Sims, Jones sparkle inVHS’ wins vs. Hinds AHS
Published 12:00 am Tuesday, November 20, 2001
[11/18/01]Marguerite Sims doesn’t like playing point guard.
If she keeps distributing the ball the way she did in Saturday’s 72-60 win over Hinds AHS, she’d better learn to like it.
“I’d rather play on the wing,” the Vicksburg High senior said with a smile. “But I’ll do whatever I have to do to help the team.”
Sims, playing her first game at point guard since starter Shalonda Williams was lost for the season with a knee injury, had seven assists to go with her eight points and five rebounds.
“I’ll take that,” VHS coach Mike Coleman said after hearing Sims’ statistics. “If I can get that out of a starting point guard every time, I’ll be happy.”
Coleman had plenty of other reasons to be happy despite watching his team’s second-quarter collapse, which helped the Lady Bulldogs (3-3) pull within seven after having trailed by as much as 24.
Eleven of his players scored as the Missy Gators (4-4) reached .500 for the first time since he arrived in 1999.
“That’s the kind of balance I want,” he said, adding that the record “gives us something to build on.”
LaToya Trunell and Rae Evans both had 12 points and six rebounds while Tricia Dart had nine points, all in the first half. Tiffany Hubbard chipped in eight.
Tosha Jordan, who missed last season with a knee injury, scored 16 to lead the Lady Bulldogs, but it was Deidra Wilcher who sparked them. She came off the bench and hit four 3-pointers in the second quarter as Hinds made it 42-31 at the half.
VHS led 28-8 going into the second quarter and made it 40-16 on a Brandi Hall-to-Katina Cooper breakaway with 2:25 left in the half.
That’s when Wilcher started lighting it up.
“We played a fantastic first quarter,” Coleman said. “We might have panicked when they started hitting 3s.”
And when they panicked, the game took a frenzied pace.
“They got us into their style,” Coleman said. “It looked haywire.
“We’ve got to play better defense without fouling,” added Coleman, whose team committed 17 first-half fouls.
Wilcher’s trey in third quarter pulled Hinds within eight, 44-36, but Hubbard hit a basket then dished to Evans and Dart got a steal and passed off to Sims for another quick basket.
In the fourth, VHS’ Timeka Wright converted a four-point play after getting Amanda Williams to commit her fifth foul on her 3-pointer.
Wilcher finished with 19 points, including five 3-pointers on 5-of-7 shooting.
Asked if she usually shoots like that, Hinds coach Robert Baker said, “I wish she did.”
Baker said that a division game with Piney Woods Friday night took a toll on his team.
“We’re not usually that slow getting started,” said Baker, who led his 2A team to a division championship last year. “Piney Woods took a lot out of us, then we had to be here in the morning … .”
Saturday’s game, originally scheduled for the afternoon, was rescheduled to 10 a.m. so players and coaches could go to the Alcorn State-Jackson State football game, which started at 3 p.m.
(B) VHS 62, Hinds AHS 41
The Gators (6-2) neutralized another “Dandy Dozen” player while Vicksburg High junior Devin Jones came off looking like one against the defending 2A state champion Bulldogs (1-4).
Jones, a 5-foot-10 point guard, was one assist short of a triple-double.
“Aww, man,” Jones said when told that he had 16 points, 10 rebounds and nine assists. “That would have been my first one.”
VHS’ Willie Powers, who had four steals and two blocks, led all scorers with 18 while Hinds’ Samuel Richardson, who verbally committed to Mississippi State and was chosen one of the 12 best players in the state by The Clarion-Ledger, scored 16. The high-flying 6-5 forward had 15 in the second half, well after VHS had put the game away.
“We did a good job on him,” said VHS coach Dellie Robinson, whose team led 29-14 at the half. “We’re going to play defense if we don’t do anything else.”
Center Dewayne Jackson had eight points and seven rebounds for the Gators, who handled Jackie Butler in a win over McComb and VasShun Newborne in a loss to Natchez earlier this season. Both were “Dandy Dozen” selections.
“That gives us more confidence, going against them,” said Jones, who was playing with a sore thigh after taking a knee there in a win over Raymond Thursday.
Jones is having to play point guard while Chris Humes plays football.
“I’m just the only real ball-handler we have right now,” he said.
Robinson said Humes will still probably take over the job when he returns to the court.
“We played an overtime game at Piney Woods (Friday) night,” Bulldogs coach Keith Ferguson said. “We just didn’t have our legs.”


** TASK BRIEF **
Wherever the word "five" occurs in the listing below, copy that whole line.

--*--

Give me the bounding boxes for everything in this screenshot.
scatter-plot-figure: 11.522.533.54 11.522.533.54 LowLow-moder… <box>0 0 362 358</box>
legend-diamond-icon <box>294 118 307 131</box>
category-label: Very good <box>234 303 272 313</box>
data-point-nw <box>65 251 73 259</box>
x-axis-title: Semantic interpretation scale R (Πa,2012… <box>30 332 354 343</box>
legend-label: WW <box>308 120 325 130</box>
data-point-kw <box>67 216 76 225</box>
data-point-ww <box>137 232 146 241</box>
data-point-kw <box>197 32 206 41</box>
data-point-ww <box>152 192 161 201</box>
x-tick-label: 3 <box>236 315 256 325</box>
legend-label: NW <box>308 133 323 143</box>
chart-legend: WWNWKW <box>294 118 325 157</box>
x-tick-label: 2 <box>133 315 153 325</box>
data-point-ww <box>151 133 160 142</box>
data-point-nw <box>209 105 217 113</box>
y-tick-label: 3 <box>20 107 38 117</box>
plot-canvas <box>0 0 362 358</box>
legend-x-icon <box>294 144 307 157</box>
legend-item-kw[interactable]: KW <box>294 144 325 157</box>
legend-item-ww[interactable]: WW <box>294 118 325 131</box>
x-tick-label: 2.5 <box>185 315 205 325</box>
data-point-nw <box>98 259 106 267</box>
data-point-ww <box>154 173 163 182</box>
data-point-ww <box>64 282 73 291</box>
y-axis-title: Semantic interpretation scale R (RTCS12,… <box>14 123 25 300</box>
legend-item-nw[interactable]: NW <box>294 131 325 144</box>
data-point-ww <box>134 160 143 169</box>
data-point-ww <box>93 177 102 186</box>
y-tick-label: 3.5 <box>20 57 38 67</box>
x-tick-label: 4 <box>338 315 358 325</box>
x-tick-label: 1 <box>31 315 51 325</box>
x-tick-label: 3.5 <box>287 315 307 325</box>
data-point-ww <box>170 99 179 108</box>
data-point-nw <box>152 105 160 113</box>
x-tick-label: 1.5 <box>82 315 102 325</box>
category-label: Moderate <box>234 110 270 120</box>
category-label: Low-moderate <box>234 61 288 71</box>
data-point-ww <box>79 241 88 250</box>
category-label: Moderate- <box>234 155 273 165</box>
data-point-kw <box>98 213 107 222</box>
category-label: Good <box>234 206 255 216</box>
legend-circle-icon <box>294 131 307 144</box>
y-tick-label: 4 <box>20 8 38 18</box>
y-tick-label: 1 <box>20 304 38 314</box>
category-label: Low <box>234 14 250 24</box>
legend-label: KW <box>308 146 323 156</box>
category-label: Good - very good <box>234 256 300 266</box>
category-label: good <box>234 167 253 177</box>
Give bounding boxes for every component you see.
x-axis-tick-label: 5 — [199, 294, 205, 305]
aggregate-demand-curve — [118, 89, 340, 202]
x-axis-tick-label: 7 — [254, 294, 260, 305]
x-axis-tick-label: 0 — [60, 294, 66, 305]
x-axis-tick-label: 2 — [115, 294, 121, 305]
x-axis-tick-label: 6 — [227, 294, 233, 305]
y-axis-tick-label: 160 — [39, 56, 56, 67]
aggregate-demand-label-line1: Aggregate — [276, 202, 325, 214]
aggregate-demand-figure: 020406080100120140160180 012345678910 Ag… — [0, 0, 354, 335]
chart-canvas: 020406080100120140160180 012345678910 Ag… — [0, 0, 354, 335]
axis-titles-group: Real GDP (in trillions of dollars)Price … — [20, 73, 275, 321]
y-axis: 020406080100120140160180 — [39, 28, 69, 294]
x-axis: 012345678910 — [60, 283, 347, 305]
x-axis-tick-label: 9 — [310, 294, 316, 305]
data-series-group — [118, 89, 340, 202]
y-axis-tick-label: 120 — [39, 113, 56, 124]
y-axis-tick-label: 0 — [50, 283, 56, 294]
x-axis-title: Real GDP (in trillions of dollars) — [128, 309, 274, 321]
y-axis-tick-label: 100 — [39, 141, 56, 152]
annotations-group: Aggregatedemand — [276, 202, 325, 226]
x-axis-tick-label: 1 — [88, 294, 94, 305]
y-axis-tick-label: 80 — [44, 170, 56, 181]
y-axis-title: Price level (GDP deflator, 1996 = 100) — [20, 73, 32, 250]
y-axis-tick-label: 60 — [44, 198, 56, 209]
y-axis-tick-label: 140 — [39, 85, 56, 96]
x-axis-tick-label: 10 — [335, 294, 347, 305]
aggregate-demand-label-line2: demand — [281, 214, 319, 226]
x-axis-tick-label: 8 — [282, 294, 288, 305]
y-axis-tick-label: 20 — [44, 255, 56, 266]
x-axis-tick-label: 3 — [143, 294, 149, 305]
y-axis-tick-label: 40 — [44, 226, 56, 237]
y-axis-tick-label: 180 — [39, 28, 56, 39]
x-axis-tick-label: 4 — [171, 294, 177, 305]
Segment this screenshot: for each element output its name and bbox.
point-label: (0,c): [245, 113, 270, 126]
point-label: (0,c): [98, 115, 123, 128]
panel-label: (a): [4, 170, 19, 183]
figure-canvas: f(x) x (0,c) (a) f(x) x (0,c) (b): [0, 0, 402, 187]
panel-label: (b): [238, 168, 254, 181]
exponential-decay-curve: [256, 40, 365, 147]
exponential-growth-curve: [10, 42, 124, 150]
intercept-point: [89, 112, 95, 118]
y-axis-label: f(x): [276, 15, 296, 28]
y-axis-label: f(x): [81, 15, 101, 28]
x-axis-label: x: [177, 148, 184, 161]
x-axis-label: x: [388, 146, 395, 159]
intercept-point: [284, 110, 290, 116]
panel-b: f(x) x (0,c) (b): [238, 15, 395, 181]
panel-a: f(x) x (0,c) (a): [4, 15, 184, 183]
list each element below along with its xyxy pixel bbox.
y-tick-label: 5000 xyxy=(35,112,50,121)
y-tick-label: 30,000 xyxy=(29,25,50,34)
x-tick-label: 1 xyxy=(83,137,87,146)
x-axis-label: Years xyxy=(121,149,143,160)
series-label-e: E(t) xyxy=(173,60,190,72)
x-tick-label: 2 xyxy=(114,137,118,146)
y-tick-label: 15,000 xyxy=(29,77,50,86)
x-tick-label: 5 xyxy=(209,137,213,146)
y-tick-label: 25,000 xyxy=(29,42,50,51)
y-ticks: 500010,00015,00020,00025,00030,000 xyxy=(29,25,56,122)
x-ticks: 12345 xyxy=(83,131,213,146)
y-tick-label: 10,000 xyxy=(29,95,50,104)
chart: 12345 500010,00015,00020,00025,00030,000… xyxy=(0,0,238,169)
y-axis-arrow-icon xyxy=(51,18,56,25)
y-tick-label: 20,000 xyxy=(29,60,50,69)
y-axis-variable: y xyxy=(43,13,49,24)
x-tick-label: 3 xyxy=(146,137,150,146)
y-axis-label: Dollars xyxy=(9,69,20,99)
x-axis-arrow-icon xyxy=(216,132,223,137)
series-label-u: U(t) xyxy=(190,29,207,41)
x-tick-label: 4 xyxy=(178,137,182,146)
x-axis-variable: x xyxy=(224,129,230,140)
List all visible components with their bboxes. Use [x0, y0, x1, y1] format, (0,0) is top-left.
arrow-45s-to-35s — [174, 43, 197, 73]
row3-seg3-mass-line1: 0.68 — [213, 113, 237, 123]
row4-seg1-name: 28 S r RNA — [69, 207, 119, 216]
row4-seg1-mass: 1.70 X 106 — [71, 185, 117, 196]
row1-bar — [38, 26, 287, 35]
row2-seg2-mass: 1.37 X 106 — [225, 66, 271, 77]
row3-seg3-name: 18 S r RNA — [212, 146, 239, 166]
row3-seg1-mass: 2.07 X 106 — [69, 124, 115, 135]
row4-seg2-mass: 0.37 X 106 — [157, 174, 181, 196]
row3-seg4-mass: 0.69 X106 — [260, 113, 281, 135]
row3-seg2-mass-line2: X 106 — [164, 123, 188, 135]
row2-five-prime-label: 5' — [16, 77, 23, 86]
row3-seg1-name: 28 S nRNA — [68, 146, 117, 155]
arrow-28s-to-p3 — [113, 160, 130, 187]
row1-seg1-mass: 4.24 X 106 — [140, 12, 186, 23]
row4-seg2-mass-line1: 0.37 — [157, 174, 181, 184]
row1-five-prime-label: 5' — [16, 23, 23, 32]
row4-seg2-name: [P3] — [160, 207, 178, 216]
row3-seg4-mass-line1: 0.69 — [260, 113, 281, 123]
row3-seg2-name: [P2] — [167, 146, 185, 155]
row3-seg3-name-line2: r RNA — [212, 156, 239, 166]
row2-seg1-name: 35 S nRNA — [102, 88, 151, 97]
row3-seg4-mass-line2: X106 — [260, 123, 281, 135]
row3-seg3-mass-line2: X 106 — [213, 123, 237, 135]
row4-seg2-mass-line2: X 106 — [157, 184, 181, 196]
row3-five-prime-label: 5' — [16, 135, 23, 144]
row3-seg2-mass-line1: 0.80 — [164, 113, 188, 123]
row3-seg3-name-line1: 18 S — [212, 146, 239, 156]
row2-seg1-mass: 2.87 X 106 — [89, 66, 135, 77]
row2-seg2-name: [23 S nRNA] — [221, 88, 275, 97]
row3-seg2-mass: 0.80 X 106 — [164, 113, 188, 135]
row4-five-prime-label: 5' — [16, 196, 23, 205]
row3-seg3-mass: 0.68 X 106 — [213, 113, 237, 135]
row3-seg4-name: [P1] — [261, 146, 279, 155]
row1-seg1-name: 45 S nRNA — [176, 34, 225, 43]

--*--

** TASK SOLUTION **
row2-five-prime-label: 5' — [16, 77, 23, 86]
row1-five-prime-label: 5' — [16, 23, 23, 32]
row3-five-prime-label: 5' — [16, 135, 23, 144]
row4-five-prime-label: 5' — [16, 196, 23, 205]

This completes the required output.